Eikoh Hosoe
Eikoh Hosoe was born with the name Toshihiro Hosoe on March 18, 1933, the son of a Buddhist priest in Yonezawa, Yamagata. He is an important figure in post-war photography in Japan.
He became a free-lance photographer after training at the Tokyo College of Photography. Hosoe was interested in the dialogue between eastern and western culture, a subject that always played a central role in his work. In 1956 he had his first exhibition in Tokyo, and three years later, he co-founded the Vivo group together with Tomatsu, Kikuji Kawada, Ikko, and others seeking to promote concepts of modern photography and new subjectivity.
Eikoh Hosoe worked on Kon Ichikawas’ film about the Olympic Games in Tokyo in 1964. During a trip to Barcelona that same year he became fascinated with the architecture of Antonio Gaudi and shot a series of photographs about the Spanish artist.
In 1965 Eikoh Hosoe produced a photographic documentary of the Butoh dancer Tatsumi Hijikata.
Eikoh Hosoe’s series, Embrace (1969-70) depicts abstract, almost transparent male and female nudes, intended to symbolize the possibility of a dialogue between man and woman. In 1984 Cosmos of Gaudi, his first book of photographs, appeared, intended by Hosoe to show an affinity between Gaudi’s work and Zen Buddhism.
Eikoh Hosoe is mainly known for his masterful studies of nudes and details of the human form, mainly done in black and white. He also experimented with different photographic techniques of disassociation: for example, his photo titled Witnesses of the end of the twentieth century (1992) was made using a combination of solarisation, photogram, and Ei-Q photo design.
Eikoh Hosoe later organized a number of photography courses around the world and taught at the Tokyo Polytechnical University. He has served as the director of the Kiyosato Museum of Photographic Arts since its founding in 1995 and is the only Japanese fellow of the Royal Photographic Society.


◆ Exercise requirements
Out of the data below, copy every line with the string "Federal".

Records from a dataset
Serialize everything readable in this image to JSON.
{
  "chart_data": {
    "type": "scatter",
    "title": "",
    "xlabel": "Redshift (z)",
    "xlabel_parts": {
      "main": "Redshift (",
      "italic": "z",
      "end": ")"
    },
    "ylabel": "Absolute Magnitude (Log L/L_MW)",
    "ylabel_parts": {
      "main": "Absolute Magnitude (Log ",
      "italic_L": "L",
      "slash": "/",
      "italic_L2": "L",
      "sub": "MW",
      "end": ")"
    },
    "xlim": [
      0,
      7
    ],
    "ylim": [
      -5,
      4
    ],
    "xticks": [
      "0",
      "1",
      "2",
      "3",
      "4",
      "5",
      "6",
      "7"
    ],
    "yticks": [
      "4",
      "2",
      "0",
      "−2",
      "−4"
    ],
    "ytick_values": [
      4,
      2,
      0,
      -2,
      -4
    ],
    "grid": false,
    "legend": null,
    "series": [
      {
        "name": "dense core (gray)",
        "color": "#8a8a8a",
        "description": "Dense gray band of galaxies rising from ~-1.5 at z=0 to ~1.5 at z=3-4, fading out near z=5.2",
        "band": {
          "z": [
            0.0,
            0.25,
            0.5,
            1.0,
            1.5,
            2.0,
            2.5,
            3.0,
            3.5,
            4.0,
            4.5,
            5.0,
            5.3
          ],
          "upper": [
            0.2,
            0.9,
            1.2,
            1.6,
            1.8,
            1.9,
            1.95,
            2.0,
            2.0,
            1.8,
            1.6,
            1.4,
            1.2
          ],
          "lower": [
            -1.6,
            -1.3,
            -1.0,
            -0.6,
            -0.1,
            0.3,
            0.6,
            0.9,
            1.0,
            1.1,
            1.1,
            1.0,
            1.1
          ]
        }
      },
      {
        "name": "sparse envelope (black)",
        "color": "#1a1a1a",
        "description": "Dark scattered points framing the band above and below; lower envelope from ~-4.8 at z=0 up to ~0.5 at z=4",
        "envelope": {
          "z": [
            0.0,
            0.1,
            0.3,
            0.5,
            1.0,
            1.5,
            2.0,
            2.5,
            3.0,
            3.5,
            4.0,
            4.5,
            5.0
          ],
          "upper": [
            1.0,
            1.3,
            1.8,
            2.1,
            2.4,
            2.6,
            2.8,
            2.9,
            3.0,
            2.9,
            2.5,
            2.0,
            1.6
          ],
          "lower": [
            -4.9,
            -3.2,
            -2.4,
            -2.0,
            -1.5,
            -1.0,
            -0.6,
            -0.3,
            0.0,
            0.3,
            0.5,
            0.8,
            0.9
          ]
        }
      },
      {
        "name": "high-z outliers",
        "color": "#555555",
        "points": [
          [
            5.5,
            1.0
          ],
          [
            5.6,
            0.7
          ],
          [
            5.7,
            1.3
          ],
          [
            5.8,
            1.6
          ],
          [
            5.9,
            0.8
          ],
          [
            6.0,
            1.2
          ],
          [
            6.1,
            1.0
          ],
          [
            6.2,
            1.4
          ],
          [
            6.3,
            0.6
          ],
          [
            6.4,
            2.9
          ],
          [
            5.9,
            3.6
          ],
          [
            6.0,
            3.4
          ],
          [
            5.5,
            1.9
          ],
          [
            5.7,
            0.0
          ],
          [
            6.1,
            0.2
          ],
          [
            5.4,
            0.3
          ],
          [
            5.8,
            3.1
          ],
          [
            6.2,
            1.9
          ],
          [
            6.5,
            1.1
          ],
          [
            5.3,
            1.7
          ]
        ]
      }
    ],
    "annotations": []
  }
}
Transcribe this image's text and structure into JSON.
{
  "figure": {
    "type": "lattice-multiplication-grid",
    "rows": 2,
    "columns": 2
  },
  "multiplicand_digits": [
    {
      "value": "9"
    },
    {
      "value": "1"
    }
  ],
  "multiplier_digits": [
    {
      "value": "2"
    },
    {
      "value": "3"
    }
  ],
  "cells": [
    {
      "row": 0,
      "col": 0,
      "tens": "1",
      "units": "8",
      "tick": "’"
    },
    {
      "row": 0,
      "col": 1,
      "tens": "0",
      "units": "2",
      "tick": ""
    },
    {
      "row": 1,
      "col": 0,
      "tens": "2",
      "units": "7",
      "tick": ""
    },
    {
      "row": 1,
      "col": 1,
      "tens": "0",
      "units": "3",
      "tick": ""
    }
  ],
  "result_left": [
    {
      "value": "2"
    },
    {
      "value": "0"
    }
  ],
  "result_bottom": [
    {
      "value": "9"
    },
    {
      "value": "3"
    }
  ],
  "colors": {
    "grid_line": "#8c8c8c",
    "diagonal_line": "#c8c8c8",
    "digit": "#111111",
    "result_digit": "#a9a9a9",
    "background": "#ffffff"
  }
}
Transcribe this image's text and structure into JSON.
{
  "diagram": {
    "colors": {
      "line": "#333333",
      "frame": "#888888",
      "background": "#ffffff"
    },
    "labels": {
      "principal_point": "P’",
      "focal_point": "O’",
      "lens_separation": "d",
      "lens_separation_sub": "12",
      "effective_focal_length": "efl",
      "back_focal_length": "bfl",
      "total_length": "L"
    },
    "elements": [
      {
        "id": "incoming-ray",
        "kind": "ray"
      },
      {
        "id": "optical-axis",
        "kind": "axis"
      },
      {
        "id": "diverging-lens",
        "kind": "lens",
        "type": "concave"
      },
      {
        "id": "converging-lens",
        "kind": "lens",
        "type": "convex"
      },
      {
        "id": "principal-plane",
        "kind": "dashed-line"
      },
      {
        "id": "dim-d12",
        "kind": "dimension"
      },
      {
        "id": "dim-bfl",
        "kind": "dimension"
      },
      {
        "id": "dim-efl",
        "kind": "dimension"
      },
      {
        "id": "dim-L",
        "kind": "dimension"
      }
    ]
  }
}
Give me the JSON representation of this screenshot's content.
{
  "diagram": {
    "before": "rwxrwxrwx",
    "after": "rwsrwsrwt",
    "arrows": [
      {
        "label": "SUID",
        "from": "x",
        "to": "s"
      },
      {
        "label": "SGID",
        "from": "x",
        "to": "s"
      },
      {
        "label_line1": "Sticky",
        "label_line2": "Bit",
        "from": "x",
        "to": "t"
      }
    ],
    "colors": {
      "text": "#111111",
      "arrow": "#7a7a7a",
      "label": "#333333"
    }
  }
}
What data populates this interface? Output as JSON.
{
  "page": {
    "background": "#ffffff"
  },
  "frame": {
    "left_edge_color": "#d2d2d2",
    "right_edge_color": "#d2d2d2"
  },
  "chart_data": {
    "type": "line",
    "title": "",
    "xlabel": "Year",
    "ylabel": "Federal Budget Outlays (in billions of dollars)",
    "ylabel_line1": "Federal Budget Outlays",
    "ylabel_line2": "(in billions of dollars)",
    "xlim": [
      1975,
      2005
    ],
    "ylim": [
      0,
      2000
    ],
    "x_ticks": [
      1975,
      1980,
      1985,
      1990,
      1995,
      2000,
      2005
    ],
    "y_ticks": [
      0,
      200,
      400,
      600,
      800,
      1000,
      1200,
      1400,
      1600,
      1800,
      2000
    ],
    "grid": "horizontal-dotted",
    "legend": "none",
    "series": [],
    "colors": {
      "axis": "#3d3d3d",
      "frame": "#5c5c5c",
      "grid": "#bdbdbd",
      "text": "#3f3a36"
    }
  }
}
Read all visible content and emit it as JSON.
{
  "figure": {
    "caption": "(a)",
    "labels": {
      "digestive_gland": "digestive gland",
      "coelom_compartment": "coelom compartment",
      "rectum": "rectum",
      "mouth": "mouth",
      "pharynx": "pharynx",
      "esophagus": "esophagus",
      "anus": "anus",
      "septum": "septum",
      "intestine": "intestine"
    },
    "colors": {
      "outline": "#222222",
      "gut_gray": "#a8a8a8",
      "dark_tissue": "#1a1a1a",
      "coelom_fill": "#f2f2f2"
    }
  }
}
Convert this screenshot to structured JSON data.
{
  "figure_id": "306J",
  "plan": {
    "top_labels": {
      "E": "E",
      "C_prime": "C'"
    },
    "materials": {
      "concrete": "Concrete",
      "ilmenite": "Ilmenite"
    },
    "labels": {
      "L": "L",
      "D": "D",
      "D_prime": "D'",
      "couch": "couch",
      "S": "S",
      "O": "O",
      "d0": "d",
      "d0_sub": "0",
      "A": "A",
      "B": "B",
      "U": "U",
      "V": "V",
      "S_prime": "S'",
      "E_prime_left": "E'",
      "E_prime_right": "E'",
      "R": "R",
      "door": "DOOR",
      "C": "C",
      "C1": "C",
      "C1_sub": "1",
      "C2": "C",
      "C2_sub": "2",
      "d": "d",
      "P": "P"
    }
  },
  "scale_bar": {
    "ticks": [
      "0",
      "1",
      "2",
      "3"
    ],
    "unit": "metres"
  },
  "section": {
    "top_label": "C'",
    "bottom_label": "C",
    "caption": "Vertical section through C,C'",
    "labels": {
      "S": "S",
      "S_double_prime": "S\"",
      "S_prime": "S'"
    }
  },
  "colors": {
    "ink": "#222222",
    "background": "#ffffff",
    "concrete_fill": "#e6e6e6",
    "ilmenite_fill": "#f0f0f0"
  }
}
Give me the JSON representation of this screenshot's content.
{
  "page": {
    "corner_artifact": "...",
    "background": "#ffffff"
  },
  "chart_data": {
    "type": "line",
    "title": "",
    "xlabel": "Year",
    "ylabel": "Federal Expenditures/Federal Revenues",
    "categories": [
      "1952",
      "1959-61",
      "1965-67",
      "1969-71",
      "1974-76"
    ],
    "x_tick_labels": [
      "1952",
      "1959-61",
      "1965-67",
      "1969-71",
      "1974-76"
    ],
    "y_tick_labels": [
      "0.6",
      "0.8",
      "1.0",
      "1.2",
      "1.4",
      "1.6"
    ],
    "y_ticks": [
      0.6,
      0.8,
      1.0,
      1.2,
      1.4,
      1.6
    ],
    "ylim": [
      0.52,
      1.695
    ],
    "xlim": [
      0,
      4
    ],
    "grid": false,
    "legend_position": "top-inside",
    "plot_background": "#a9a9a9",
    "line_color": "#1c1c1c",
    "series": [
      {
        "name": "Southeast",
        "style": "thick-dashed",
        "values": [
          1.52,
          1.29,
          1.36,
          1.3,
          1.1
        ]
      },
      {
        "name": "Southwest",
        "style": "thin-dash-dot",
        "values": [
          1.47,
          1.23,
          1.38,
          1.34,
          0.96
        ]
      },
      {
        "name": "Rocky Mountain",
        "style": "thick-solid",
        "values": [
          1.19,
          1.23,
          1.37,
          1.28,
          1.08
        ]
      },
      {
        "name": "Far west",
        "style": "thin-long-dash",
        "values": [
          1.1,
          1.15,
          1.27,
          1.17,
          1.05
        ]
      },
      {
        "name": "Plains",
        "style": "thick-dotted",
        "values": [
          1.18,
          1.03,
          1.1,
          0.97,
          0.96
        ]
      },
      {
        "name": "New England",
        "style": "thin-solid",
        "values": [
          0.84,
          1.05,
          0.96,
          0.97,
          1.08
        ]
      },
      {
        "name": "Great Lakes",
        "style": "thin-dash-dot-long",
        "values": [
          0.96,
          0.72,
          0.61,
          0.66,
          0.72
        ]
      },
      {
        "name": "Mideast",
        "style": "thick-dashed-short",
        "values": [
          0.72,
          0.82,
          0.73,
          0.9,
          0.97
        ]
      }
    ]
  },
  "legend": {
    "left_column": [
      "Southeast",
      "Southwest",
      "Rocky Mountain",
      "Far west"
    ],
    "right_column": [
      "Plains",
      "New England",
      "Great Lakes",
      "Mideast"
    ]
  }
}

◆ Answer to the problem
    "ylabel": "Federal Budget Outlays (in billions of dollars)",
    "ylabel_line1": "Federal Budget Outlays",
    "ylabel": "Federal Expenditures/Federal Revenues",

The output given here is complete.